Several times a day at school I cross paths with a woman 20 years my senior who does the job I do with better grace and efficiency. She’s been at it longer and is pleased to share what she knows. Her lessons are devoted to words and tones not technical knowhow or theory, which isn’t of much use with these kids. She’s a reader and English is her third language, acquired in the last 20 years. This week she’s working on a psychology textbook and Our Mutual Friend, my favorite Dickens, but she’s not taking classes and says, a little deflectingly, that she reads because she doesn’t like to waste time watching television. She reminds me of the poet Edgar Bowers, who wrote this in 1999, the year he turned 75, in a letter to 30-year-old poet Joshua Mehigan:
“Last term I was in a class on David Hume that was not at all Jesuit but wonderfully taught by a young man from Harvard and U Mass, a class that was very exciting to me, for, among other things, I thought to perceive in Hume’s despair of reason many of the sources of the world of rhetoric and purposeless iconoclasm that seems general, and the accompanying evaluation of emotion over intelligence (intelligence by now reduced to a very feeble state, not the nous of Aristotle) there being no public truth to appeal to. Amusingly enough, when I was in Rome later in the spring, I thought to find quite Humean the propagandistic practices of the Augustan empire and its imitation by the early Jesuits. You see to what undisciplined speculation being an amateur philosopher can lead.”
Read the rest of Mehigan’s remembrance of Bowers here. Nothing reassures like an old person – a “senior,” that patronizing pigeonhole – hungry for the life of the mind. We all know people who stopped learning in high school or earlier, but then we can reassure ourselves with Geoffrey Hill writing his best verse in his eighth decade; William Maxwell, age 91, rereading War and Peace in the final months of his life; I.F. Stone learning Greek in his seventies. The old woman I know at school is modeled along these lines – lucid, cool, unresigned to entropy.
In his first book, The Optimist (2004), Mehigan dedicates “Introduction to Poetry” to Bowers. It describes a brief, late-blooming friendship pleasing to both “the young man and the great and dying man.” Even the oak boughs are “bowed with the habitual tact of age.” Here’s a heartbreaking passage, but please read the entire poem:
“Young man delivers his imperfect part
to old man, who must also hear the sound
of his own shoes on a back road at dusk,
the involuntary interest in the new
cells in his blood carrying his mind past dusk.”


• **Try it**
Reproduce, from the lines below, exactly the stretch that begins at the line containing "The image size is (1184, 548)." and ends at the line containing "The image size is (839, 366).", both included.
::: Exercise input :::
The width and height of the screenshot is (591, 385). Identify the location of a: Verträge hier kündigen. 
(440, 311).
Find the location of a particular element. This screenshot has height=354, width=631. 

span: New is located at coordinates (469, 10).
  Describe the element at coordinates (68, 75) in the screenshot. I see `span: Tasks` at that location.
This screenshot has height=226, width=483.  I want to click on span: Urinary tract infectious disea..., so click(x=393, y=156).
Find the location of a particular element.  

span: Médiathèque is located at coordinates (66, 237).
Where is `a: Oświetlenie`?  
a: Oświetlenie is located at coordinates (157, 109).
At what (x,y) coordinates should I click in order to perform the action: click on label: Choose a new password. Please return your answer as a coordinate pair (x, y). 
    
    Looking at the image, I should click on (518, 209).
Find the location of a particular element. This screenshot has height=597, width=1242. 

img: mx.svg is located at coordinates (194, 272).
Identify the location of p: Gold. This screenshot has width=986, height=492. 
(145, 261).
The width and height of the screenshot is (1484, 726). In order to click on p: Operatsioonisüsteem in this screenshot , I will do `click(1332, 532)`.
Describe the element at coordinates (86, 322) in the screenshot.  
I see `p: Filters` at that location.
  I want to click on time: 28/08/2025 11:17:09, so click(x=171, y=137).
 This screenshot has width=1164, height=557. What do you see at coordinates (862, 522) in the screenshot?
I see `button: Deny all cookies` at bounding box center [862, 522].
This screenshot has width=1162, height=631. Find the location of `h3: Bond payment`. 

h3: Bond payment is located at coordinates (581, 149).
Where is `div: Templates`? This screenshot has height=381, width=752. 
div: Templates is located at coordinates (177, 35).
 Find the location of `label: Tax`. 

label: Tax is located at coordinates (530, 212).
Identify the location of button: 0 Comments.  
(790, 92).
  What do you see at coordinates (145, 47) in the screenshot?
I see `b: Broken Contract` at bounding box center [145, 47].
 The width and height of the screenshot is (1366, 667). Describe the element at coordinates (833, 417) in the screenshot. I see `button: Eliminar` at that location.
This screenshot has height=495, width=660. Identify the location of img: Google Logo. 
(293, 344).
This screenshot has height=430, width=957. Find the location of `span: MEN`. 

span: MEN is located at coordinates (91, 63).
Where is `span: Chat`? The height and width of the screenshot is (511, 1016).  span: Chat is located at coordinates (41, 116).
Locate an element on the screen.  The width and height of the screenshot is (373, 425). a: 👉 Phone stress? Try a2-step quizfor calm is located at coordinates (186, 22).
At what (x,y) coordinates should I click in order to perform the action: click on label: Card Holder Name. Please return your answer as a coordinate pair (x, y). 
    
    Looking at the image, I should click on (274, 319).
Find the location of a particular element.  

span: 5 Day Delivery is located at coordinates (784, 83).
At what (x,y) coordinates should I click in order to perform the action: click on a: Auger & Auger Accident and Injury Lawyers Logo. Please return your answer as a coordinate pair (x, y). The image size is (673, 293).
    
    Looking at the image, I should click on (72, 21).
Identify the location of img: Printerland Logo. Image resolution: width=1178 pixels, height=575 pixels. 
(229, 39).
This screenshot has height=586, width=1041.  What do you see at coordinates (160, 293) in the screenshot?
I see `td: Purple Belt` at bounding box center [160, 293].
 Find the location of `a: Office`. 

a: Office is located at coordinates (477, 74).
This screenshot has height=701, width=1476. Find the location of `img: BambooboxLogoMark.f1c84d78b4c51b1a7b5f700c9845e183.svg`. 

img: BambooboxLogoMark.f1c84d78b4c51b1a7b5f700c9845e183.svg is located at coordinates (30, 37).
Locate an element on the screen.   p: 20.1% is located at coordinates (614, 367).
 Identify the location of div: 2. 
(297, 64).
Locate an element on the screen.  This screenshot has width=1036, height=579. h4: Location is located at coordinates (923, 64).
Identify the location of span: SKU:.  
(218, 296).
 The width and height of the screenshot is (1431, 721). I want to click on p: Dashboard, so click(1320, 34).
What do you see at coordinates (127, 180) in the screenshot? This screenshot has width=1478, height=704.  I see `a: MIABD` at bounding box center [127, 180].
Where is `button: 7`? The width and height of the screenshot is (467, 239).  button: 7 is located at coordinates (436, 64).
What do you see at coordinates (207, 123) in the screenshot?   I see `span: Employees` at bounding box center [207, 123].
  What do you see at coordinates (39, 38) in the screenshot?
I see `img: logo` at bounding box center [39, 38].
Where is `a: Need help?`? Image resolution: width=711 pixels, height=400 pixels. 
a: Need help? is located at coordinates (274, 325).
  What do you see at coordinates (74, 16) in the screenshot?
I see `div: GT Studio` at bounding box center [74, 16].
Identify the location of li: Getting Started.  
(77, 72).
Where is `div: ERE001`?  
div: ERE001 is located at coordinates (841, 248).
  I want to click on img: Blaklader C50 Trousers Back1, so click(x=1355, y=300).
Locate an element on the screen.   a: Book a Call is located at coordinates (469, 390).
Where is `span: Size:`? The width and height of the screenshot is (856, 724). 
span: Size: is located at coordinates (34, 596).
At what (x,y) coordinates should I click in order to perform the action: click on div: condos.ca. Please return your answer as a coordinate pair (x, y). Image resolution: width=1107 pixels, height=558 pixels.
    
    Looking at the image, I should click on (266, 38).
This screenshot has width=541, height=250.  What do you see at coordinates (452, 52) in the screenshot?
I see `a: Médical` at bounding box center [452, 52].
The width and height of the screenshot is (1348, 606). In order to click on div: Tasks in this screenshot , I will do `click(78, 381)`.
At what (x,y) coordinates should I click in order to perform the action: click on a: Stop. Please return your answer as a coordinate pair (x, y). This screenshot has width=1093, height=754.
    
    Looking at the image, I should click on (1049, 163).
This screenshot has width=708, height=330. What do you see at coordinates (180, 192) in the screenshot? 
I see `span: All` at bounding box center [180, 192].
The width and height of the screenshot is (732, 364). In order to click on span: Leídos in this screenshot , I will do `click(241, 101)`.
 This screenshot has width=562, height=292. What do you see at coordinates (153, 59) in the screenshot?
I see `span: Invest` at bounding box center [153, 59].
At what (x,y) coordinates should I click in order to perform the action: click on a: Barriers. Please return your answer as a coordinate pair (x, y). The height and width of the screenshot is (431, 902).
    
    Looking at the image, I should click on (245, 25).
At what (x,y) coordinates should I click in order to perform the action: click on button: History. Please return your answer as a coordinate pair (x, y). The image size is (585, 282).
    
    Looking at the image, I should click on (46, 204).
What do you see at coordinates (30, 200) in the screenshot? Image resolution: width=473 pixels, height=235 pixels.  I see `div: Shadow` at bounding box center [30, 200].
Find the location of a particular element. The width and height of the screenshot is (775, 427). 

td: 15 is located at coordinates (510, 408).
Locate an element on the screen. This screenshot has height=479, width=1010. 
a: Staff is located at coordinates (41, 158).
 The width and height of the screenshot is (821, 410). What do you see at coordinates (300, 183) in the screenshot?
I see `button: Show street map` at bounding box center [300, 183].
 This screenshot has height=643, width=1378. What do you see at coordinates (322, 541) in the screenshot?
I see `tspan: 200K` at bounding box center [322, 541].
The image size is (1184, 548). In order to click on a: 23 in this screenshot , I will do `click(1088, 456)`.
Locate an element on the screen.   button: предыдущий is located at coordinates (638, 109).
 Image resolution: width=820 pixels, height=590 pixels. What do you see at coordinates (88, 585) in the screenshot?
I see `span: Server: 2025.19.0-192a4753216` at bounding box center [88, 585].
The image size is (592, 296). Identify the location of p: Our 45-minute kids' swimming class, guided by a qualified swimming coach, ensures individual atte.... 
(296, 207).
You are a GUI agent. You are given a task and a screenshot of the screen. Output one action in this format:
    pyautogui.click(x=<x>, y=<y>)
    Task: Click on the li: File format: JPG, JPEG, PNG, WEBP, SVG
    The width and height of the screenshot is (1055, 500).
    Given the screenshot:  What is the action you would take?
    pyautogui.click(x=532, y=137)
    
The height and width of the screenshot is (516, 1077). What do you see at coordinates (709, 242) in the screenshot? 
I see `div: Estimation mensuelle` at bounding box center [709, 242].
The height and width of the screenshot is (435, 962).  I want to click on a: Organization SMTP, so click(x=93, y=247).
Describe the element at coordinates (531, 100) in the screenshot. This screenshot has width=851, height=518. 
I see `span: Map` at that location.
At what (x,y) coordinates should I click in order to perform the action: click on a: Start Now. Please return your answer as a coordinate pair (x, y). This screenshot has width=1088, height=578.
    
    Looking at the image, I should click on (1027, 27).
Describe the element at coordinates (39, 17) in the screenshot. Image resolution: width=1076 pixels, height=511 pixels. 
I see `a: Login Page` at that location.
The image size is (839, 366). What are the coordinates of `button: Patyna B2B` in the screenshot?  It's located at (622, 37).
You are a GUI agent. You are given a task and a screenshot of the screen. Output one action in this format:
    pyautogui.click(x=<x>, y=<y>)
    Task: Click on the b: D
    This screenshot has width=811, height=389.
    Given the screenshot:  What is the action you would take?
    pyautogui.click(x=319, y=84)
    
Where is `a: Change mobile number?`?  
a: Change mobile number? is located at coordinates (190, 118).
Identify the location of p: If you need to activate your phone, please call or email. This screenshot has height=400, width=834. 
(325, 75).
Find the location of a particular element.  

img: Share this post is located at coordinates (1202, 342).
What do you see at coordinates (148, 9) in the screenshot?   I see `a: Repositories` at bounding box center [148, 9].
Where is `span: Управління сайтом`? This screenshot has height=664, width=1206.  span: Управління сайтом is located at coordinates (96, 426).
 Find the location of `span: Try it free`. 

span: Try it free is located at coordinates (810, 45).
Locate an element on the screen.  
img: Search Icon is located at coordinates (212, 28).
:::
• **Answer space**
The image size is (1184, 548). In order to click on a: 23 in this screenshot , I will do `click(1088, 456)`.
Locate an element on the screen.   button: предыдущий is located at coordinates (638, 109).
 Image resolution: width=820 pixels, height=590 pixels. What do you see at coordinates (88, 585) in the screenshot?
I see `span: Server: 2025.19.0-192a4753216` at bounding box center [88, 585].
The image size is (592, 296). Identify the location of p: Our 45-minute kids' swimming class, guided by a qualified swimming coach, ensures individual atte.... 
(296, 207).
You are a GUI agent. You are given a task and a screenshot of the screen. Output one action in this format:
    pyautogui.click(x=<x>, y=<y>)
    Task: Click on the li: File format: JPG, JPEG, PNG, WEBP, SVG
    The width and height of the screenshot is (1055, 500).
    Given the screenshot:  What is the action you would take?
    pyautogui.click(x=532, y=137)
    
The height and width of the screenshot is (516, 1077). What do you see at coordinates (709, 242) in the screenshot? 
I see `div: Estimation mensuelle` at bounding box center [709, 242].
The height and width of the screenshot is (435, 962).  I want to click on a: Organization SMTP, so click(x=93, y=247).
Describe the element at coordinates (531, 100) in the screenshot. This screenshot has width=851, height=518. 
I see `span: Map` at that location.
At what (x,y) coordinates should I click in order to perform the action: click on a: Start Now. Please return your answer as a coordinate pair (x, y). This screenshot has width=1088, height=578.
    
    Looking at the image, I should click on (1027, 27).
Describe the element at coordinates (39, 17) in the screenshot. Image resolution: width=1076 pixels, height=511 pixels. 
I see `a: Login Page` at that location.
The image size is (839, 366). What are the coordinates of `button: Patyna B2B` in the screenshot?  It's located at (622, 37).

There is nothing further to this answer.